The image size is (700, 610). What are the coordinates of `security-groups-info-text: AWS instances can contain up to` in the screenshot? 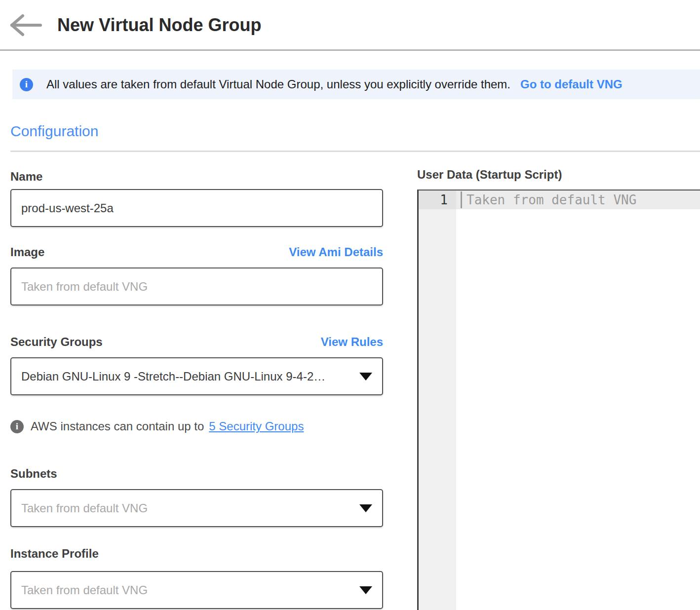 It's located at (117, 426).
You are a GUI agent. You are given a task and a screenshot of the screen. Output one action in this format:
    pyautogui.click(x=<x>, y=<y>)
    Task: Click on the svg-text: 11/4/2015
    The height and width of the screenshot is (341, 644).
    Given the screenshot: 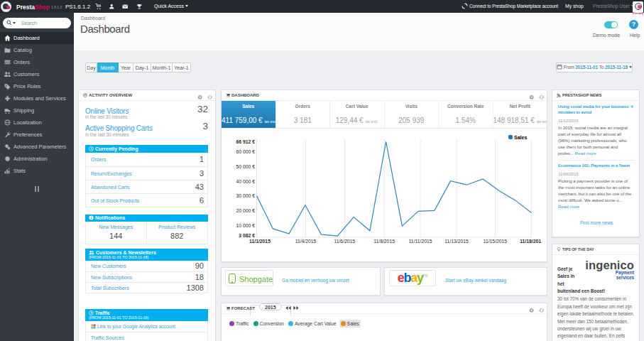 What is the action you would take?
    pyautogui.click(x=306, y=242)
    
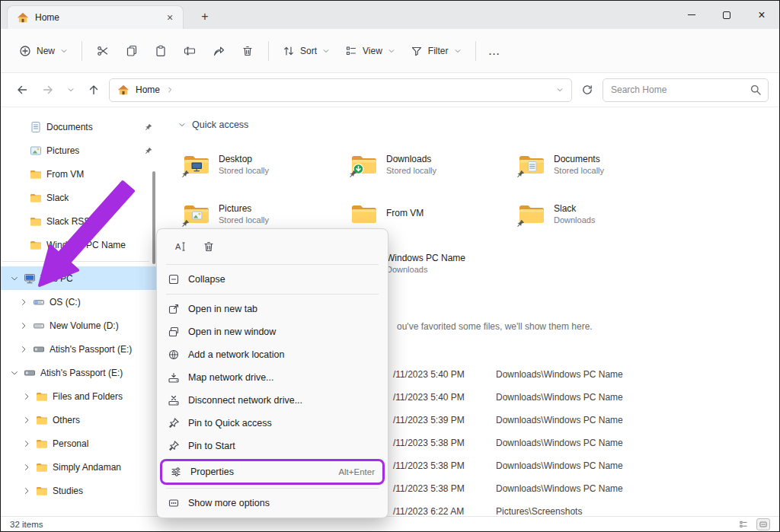 The width and height of the screenshot is (780, 532). What do you see at coordinates (79, 443) in the screenshot?
I see `sidebar-item-personal: Personal` at bounding box center [79, 443].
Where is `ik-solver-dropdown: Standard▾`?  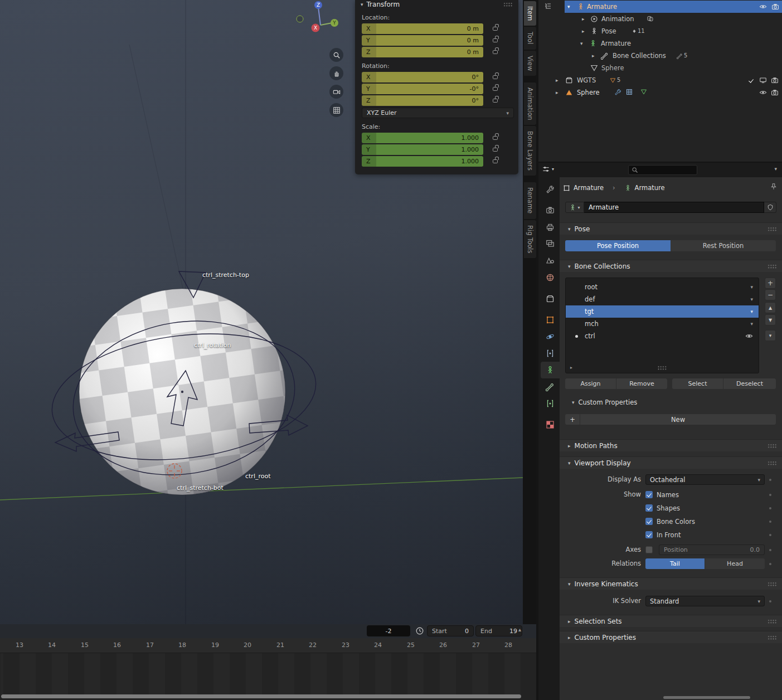
ik-solver-dropdown: Standard▾ is located at coordinates (705, 601).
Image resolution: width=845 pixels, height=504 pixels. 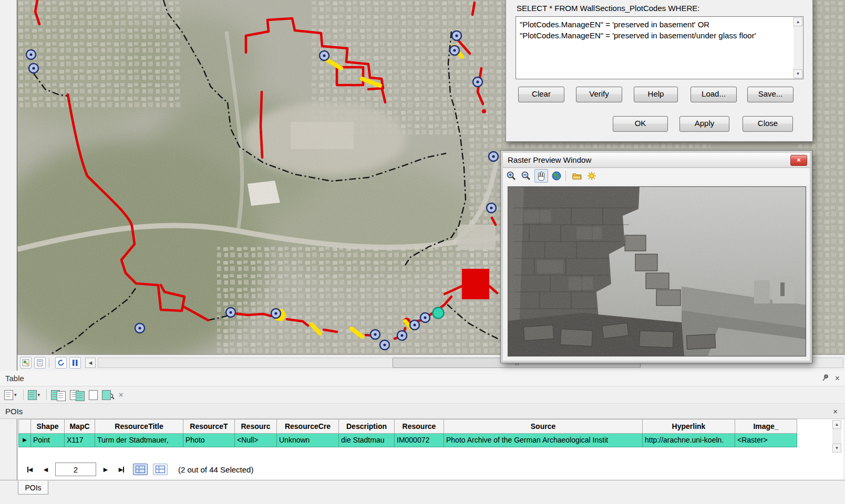 What do you see at coordinates (140, 469) in the screenshot?
I see `show-all-records-button` at bounding box center [140, 469].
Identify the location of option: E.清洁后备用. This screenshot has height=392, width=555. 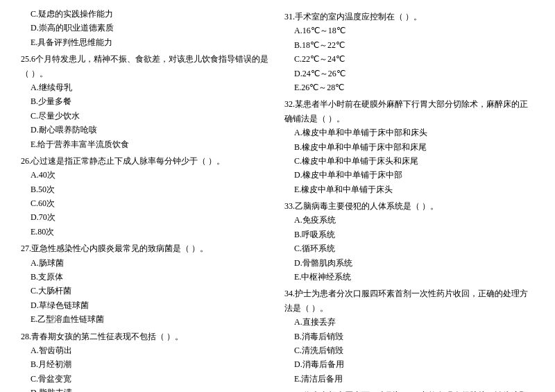
(409, 379).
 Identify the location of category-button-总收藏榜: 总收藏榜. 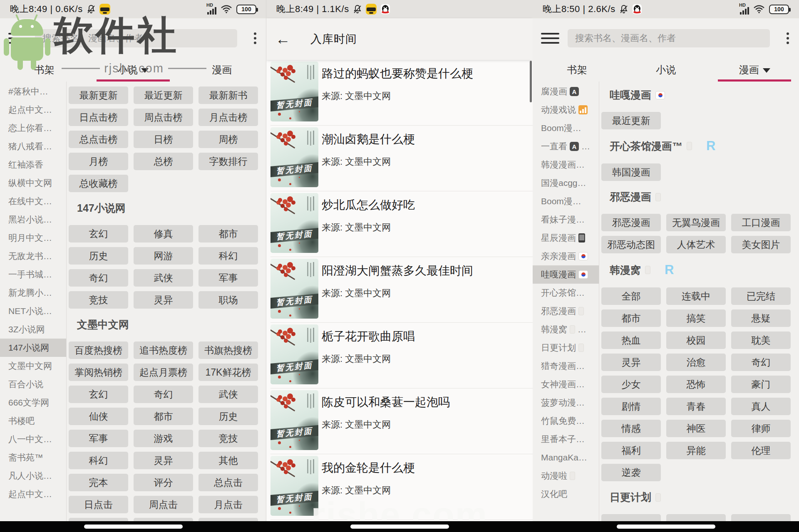
(98, 183).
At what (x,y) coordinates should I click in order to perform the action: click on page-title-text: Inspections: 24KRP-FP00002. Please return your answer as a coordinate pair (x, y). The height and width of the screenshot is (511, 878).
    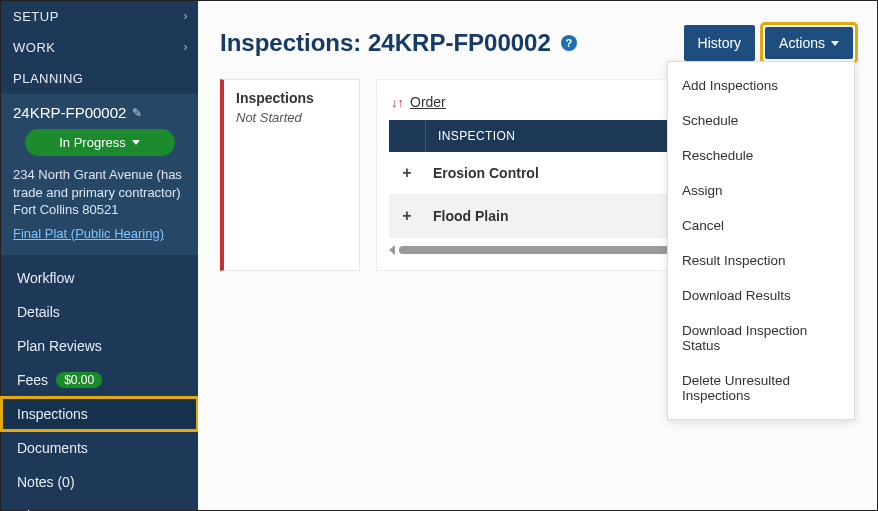
    Looking at the image, I should click on (386, 43).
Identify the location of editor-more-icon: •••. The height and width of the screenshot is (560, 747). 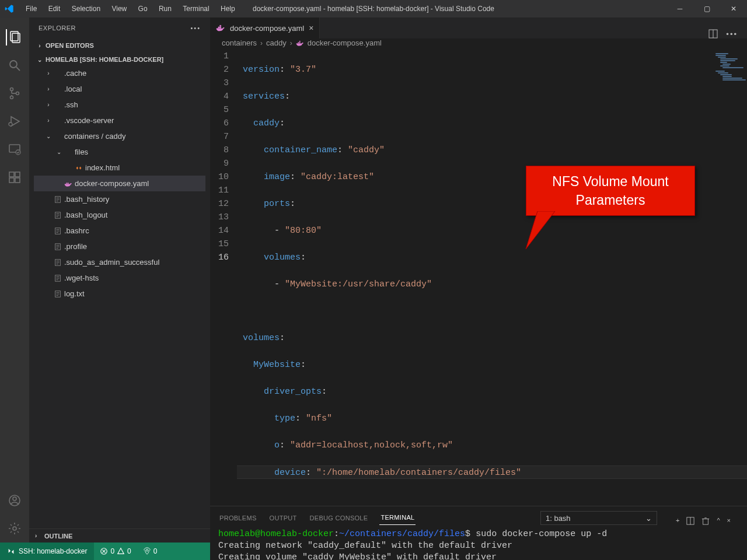
(732, 34).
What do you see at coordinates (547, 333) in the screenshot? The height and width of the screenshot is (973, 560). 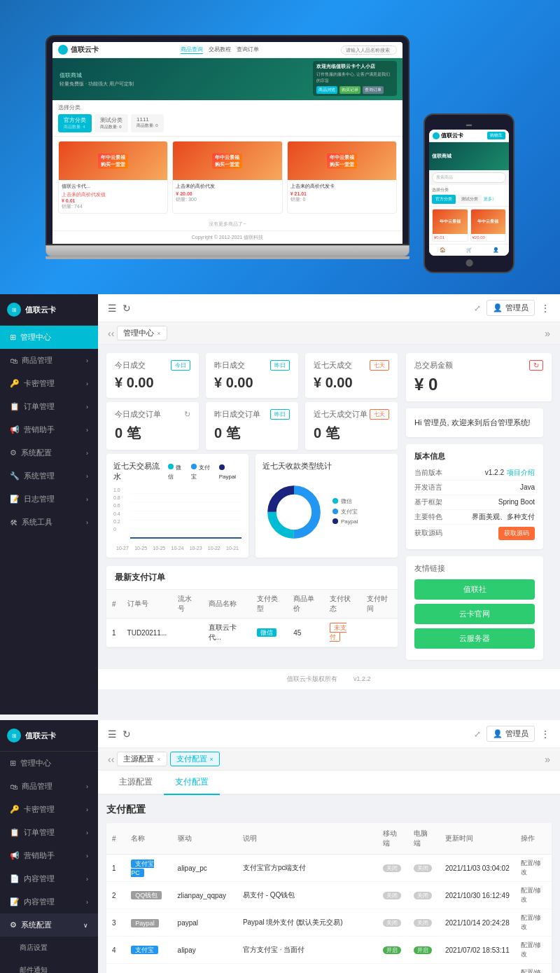 I see `nav-forward-btn: »` at bounding box center [547, 333].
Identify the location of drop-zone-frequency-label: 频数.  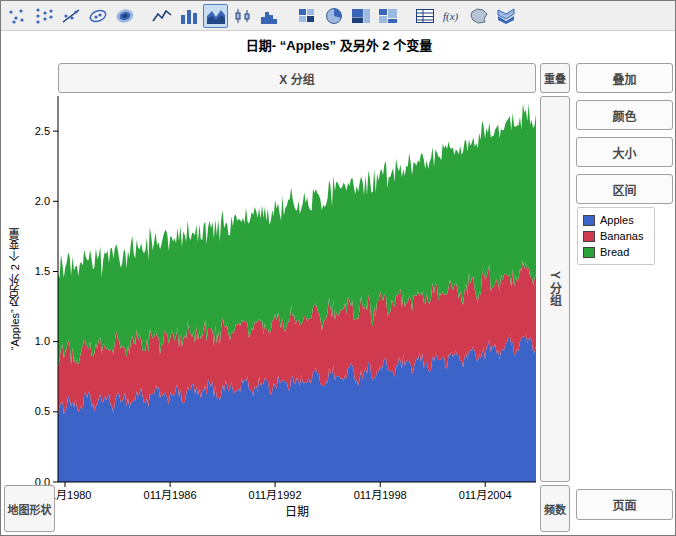
(555, 509).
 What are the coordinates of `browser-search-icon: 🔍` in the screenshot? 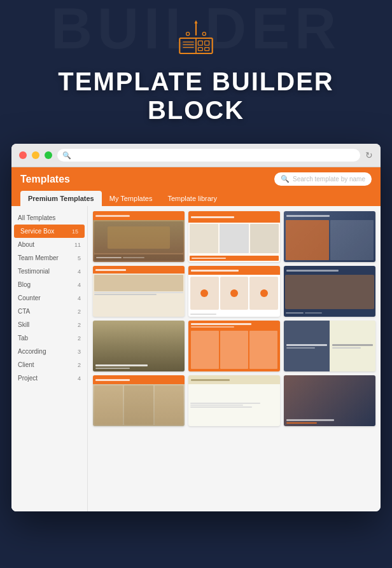 It's located at (67, 155).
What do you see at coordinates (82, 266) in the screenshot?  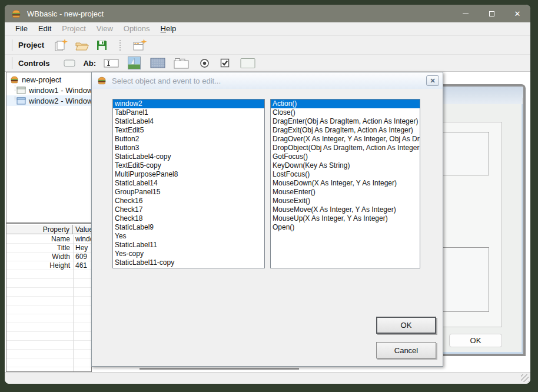 I see `property-value: 461` at bounding box center [82, 266].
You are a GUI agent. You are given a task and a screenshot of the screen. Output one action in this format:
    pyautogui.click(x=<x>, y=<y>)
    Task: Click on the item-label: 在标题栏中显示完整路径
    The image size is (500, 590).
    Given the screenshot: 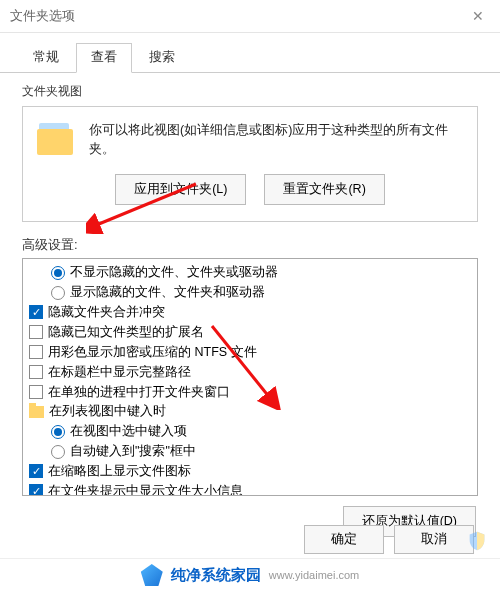 What is the action you would take?
    pyautogui.click(x=120, y=372)
    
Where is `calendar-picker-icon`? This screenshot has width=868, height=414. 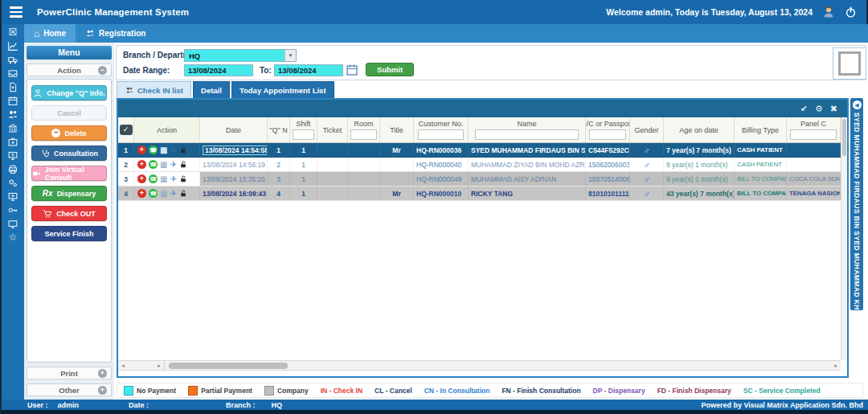 calendar-picker-icon is located at coordinates (352, 70).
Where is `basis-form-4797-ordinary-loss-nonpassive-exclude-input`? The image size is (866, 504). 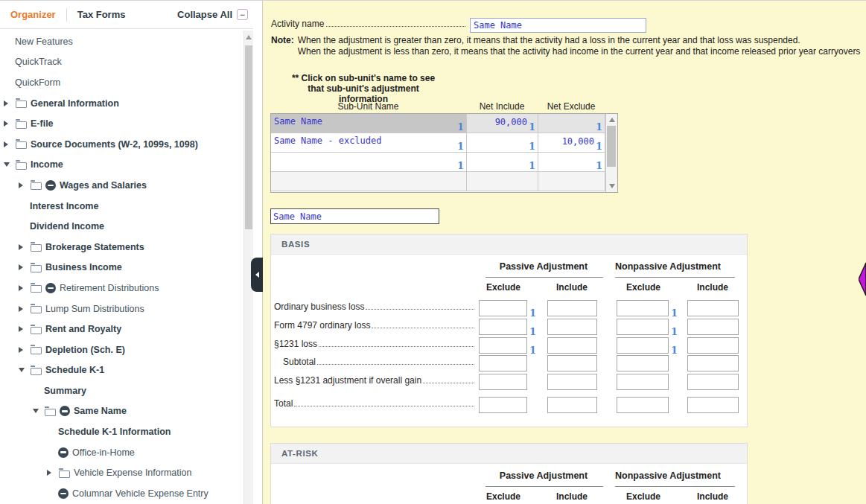 basis-form-4797-ordinary-loss-nonpassive-exclude-input is located at coordinates (643, 327).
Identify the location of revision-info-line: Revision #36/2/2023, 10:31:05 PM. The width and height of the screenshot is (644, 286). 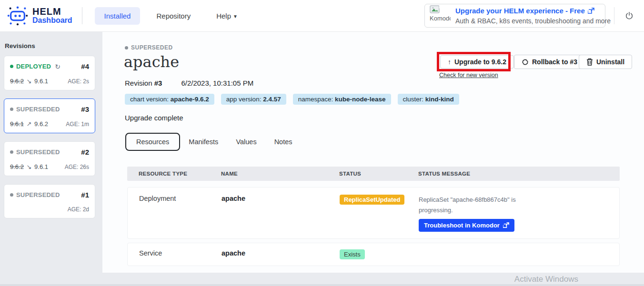
(189, 83).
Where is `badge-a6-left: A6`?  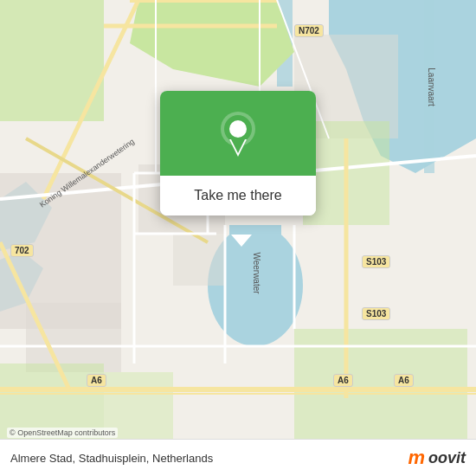
badge-a6-left: A6 is located at coordinates (97, 381).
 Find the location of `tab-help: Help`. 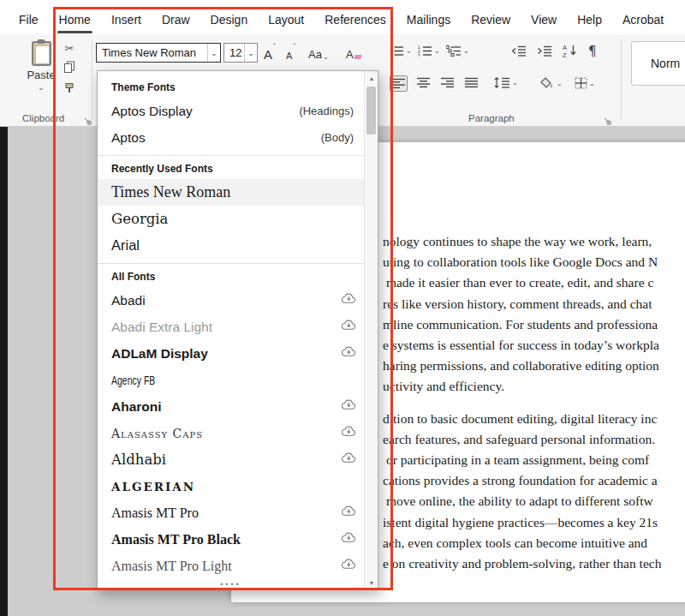

tab-help: Help is located at coordinates (589, 20).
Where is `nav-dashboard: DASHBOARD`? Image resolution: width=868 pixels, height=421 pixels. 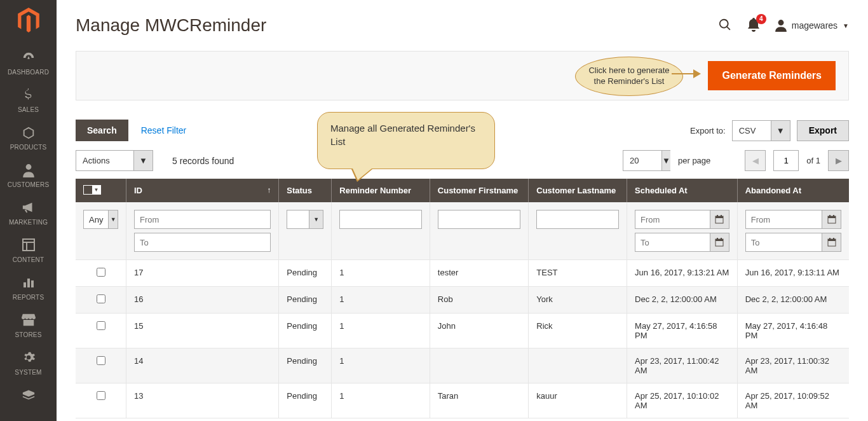
nav-dashboard: DASHBOARD is located at coordinates (28, 64).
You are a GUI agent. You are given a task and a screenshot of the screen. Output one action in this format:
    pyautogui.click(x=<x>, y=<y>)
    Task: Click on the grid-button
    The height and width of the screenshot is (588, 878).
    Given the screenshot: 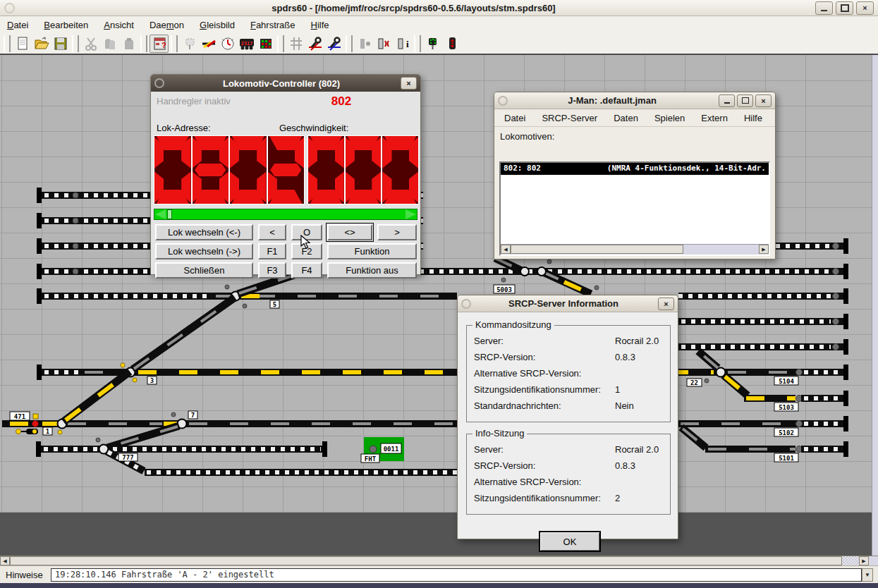 What is the action you would take?
    pyautogui.click(x=296, y=44)
    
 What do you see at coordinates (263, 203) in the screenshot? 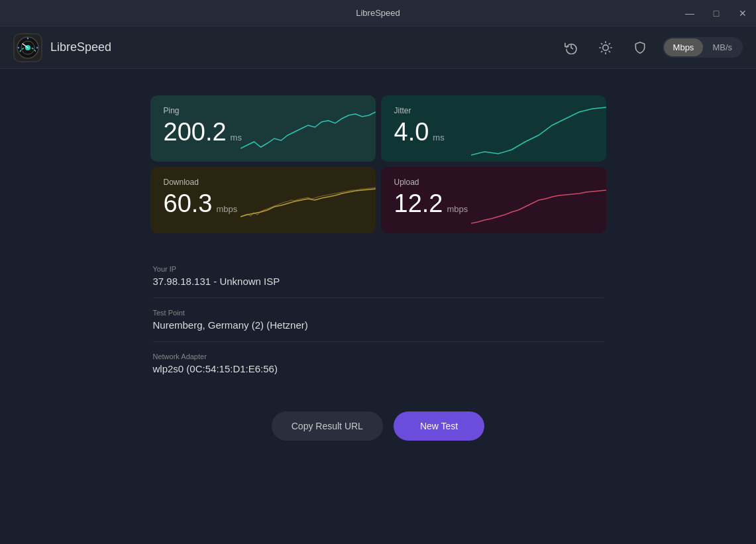
I see `download-value-row: 60.3 mbps` at bounding box center [263, 203].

> WHAT YOU HAVE TO DO
Give again, exactly as written, the lines from the one with "What do you see at coordinates (263, 203)" through the last line of the entries above, but skip the pictures.

> SOLUTION TO THIS PROBLEM
 What do you see at coordinates (263, 203) in the screenshot? 
I see `download-value-row: 60.3 mbps` at bounding box center [263, 203].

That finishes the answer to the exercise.